May 15, 2008

BONES DAILIES SYSTEM BEING USED ON 'WOLVERINE'

Bones Dailies was designed for managing rushes on a movie project, and controls the Spirit DataCine for film scanning at up to 4K resolution. In HD or 2K, the Spirit under Bones Dailies control can ingest material at up to 25 percent faster than realtime. It synchronizes the picture with sound and, in conjunction with other Bones components, allows a color correction pass with the metadata captured using the ASC color decision list (CDL) format to form the basis of the final grade later in the post cycle. Bones Dailies is able to output in standard definition or HD at up to HDCAM SR 10-bit 4:4:4 quality.

Cutting Edge installed two Bones Dailies systems in January of this year as part of a major upgrade to its post facilities in Sydney and Brisbane. Only days after the installation, Bones Dailies was put into action on the feature film Wolverine.

"Fox Post was keen to see how Bones Dailies could save time in editorial and improve the quality of the material viewed by both the production and the executives at Fox in LA," notes John Lee, president and founder of Cutting Edge. "At the end of a session, fully logged and synchronized dailies are ready to be played out from Bones within 10 minutes of the final lab roll being captured, with Bones performing logging and sound syncing on one roll at the same time as the colorist is grading the next," Lee notes. "This is a huge savings in time and effort on the part of the editorial team, who are given DNxHD media and full metadata immediately after our first Bones playout pass. With Bones Dailies we have been able to create a set of deliverables that have never been possible before due to time or technical restrictions with the equipment."

Bones Dailies divides the workflow of making dailies into five processes: audio ingest and logging, image ingest and logging, sound synchronization, color grading, and finally playout for multiple deliverables. On Wolverine, Cutting Edge was asked to make two different versions of each day's dailies: a "print all" version for editorial and production, and a "circle takes only" version for the studio executives in LA. Without Bones Dailies, creating the second version would have meant loading the "print all" version into a nonlinear editor, cutting the select takes and conforming the edit back out to tape. With Bones Dailies this stage has been eliminated.

"Thanks to Bones Dailies, Cutting Edge was able to create a first generation HDCAM SR circle takes only tape to send to the studio with synchronized audio, specific burn-ins, masking and watermarks" notes Aaron Downing, post executive for Fox.

Bones Dailies can operate as a single seat system on locally attached storage or as a multiple seat system on a shared access SAN.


Task instructions - Using the listing below, report all lines holding the word "Commercial".

—————

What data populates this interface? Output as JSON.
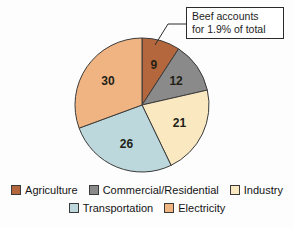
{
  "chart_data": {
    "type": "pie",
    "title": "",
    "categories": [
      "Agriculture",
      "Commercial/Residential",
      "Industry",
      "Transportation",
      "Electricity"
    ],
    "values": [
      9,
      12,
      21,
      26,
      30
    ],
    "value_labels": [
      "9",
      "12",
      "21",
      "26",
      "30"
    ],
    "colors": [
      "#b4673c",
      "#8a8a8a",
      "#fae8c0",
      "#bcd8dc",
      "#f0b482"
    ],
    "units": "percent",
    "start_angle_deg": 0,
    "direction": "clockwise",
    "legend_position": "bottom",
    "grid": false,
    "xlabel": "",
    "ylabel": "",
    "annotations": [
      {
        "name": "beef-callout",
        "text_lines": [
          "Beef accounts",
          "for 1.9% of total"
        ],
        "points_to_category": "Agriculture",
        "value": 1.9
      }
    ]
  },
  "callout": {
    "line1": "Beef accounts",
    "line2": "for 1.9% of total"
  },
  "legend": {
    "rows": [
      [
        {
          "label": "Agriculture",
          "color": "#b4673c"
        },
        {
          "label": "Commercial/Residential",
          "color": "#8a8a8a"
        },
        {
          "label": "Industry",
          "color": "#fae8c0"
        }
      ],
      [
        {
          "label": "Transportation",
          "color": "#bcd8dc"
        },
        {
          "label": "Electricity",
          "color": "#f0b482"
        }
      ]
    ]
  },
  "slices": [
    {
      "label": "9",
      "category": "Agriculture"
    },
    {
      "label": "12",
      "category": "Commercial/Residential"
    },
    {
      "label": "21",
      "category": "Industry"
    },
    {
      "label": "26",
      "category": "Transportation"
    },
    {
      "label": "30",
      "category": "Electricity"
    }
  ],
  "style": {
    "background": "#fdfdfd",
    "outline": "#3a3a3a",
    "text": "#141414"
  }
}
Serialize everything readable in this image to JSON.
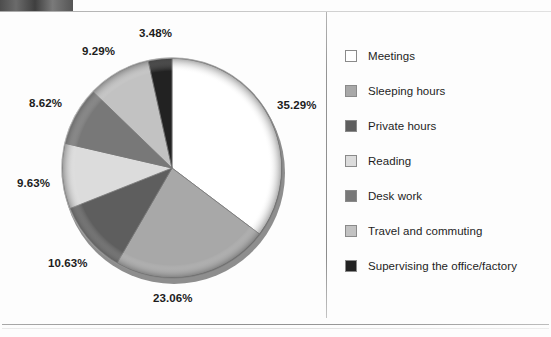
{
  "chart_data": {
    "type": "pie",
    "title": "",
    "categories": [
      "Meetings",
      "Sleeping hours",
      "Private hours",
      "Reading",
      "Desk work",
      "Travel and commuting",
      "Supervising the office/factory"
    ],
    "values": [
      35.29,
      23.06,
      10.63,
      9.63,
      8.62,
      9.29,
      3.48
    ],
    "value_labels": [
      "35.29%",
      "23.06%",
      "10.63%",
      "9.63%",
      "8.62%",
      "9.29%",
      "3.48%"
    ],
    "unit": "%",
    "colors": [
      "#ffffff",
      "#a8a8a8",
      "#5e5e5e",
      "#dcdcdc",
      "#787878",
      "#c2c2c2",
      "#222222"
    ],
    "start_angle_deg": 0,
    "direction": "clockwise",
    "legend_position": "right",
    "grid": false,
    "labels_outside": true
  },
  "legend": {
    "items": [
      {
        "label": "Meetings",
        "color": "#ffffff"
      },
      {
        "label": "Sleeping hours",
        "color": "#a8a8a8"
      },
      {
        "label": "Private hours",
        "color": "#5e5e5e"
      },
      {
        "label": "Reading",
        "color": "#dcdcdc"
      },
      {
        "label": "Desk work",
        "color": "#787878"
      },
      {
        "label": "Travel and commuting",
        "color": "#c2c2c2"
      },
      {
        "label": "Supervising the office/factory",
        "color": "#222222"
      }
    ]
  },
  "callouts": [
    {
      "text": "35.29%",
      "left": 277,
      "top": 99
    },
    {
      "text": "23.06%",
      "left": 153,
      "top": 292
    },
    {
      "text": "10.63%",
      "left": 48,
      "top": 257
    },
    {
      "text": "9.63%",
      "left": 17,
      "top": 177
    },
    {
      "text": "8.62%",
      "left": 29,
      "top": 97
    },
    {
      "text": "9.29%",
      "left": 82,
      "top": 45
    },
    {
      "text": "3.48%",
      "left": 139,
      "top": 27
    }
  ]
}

—————

Your response -
      "Commercial/Residential",
          "label": "Commercial/Residential",
      "category": "Commercial/Residential"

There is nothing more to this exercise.